Jesus is called the “Great Physician” in the Gospels and was known for being among sinners.

“The healthy don’t need a doctor,” Ockrin said. “The church is supposed to be a place where people can encounter God and find wholeness.

“A lot of people have been hurt by churches, religious organizations. I’d like this church to be a place of healing.”

Churches also need to be healthy, and unhealthy systems hurt people, he said, adding that unhealthy leadership has to do a lot with control and power.

“The backside of control is fear,” Ockrin said.

The original Christian church was set up by apostles as place for people to come together and create “something that is better than the sum of its parts,” Ockrin said. Everyone has gifts and talents to contribute, but he said unhealthy systems stifle those gifts and push away the people who want to be involved.

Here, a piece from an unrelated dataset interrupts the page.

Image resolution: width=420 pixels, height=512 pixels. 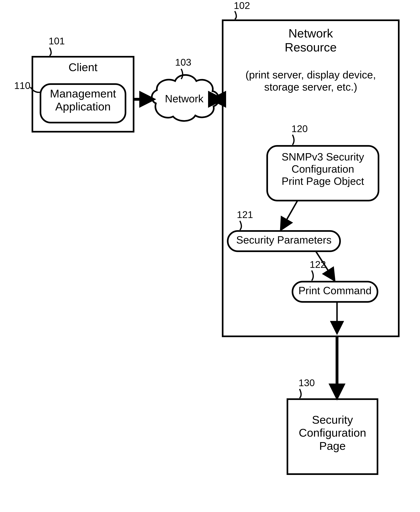 What do you see at coordinates (332, 420) in the screenshot?
I see `secpage-line1: Security` at bounding box center [332, 420].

Other people, he said, don’t want to be in a church because they feel judged or see the church as hypocritical. He feels the Alliance Church is different. As in its name, he said it is inclusive of other church backgrounds with a more generic mission statement.

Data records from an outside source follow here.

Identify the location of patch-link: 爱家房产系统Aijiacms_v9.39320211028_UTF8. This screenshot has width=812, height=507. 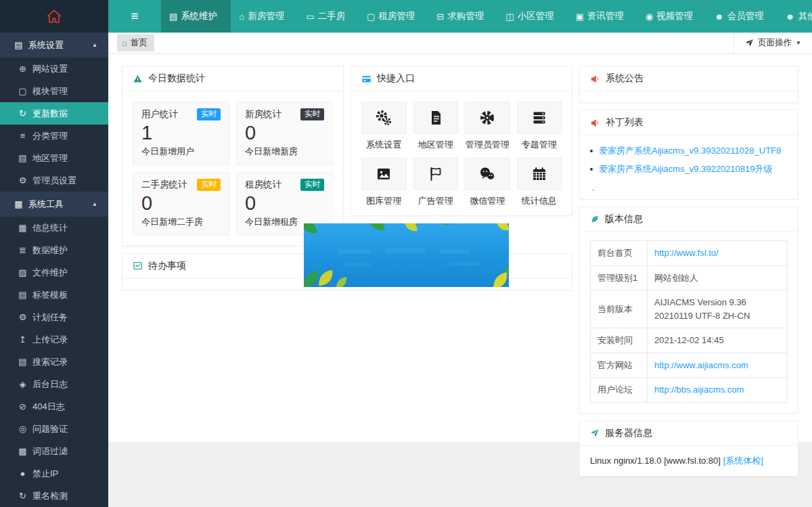
(690, 150).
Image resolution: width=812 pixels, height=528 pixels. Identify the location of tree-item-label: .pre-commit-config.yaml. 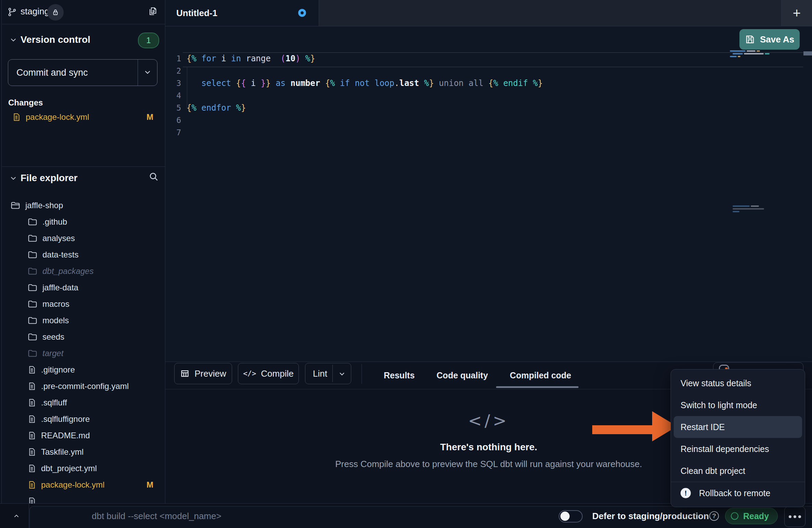
(85, 386).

The Alliance Church began organically in the late 1800s in New York City when people from different churches came together with two goals — foreign missions and holiness. It was not intended to be a new denomination, but he said the mingling of people from different backgrounds resulted in a church structure that is humble in its philosophy.

“It’s really intended to kind of hold up the idea or communicate that, you know, we don’t have a monopoly on answers,” Ockrin said. “We are a church organization among many.”

This allows them to cooperate with other groups to accomplish things, he said.

Before coming to lead the AAC, Ockrin was attending the Wesleyan Church in Ticonderoga. He grew up in the church, attending an offshoot of the Saranac Lake-based High Peaks Church, and said he always had a desire to connect with God. In middle school he started attending a youth group at an Alliance church in Ticonderoga where he began “experiencing God through music, worship and song.”

“I really felt there was something special going on there,” Ockrin said.

As he grew up, he found a desire to do something with his life.

“You know, kind of make my life count for God, to serve him,” Ockrin said.

He worked in the Bible translation field for a while, studied Hebrew in-depth and volunteered with the Jerusalem Center for Bible Translators in Israel.

The Adirondack Alliance Church started in 1999 as a small group meeting at a house and formally became a church two years later. It moved into its current building in 2005.

Services on Sundays start with Sunday School for all ages at 9 a.m. and a worship service at 10 a.m. Services are also streamed on YouTube at the church’s “Adirondack Alliance Church” channel.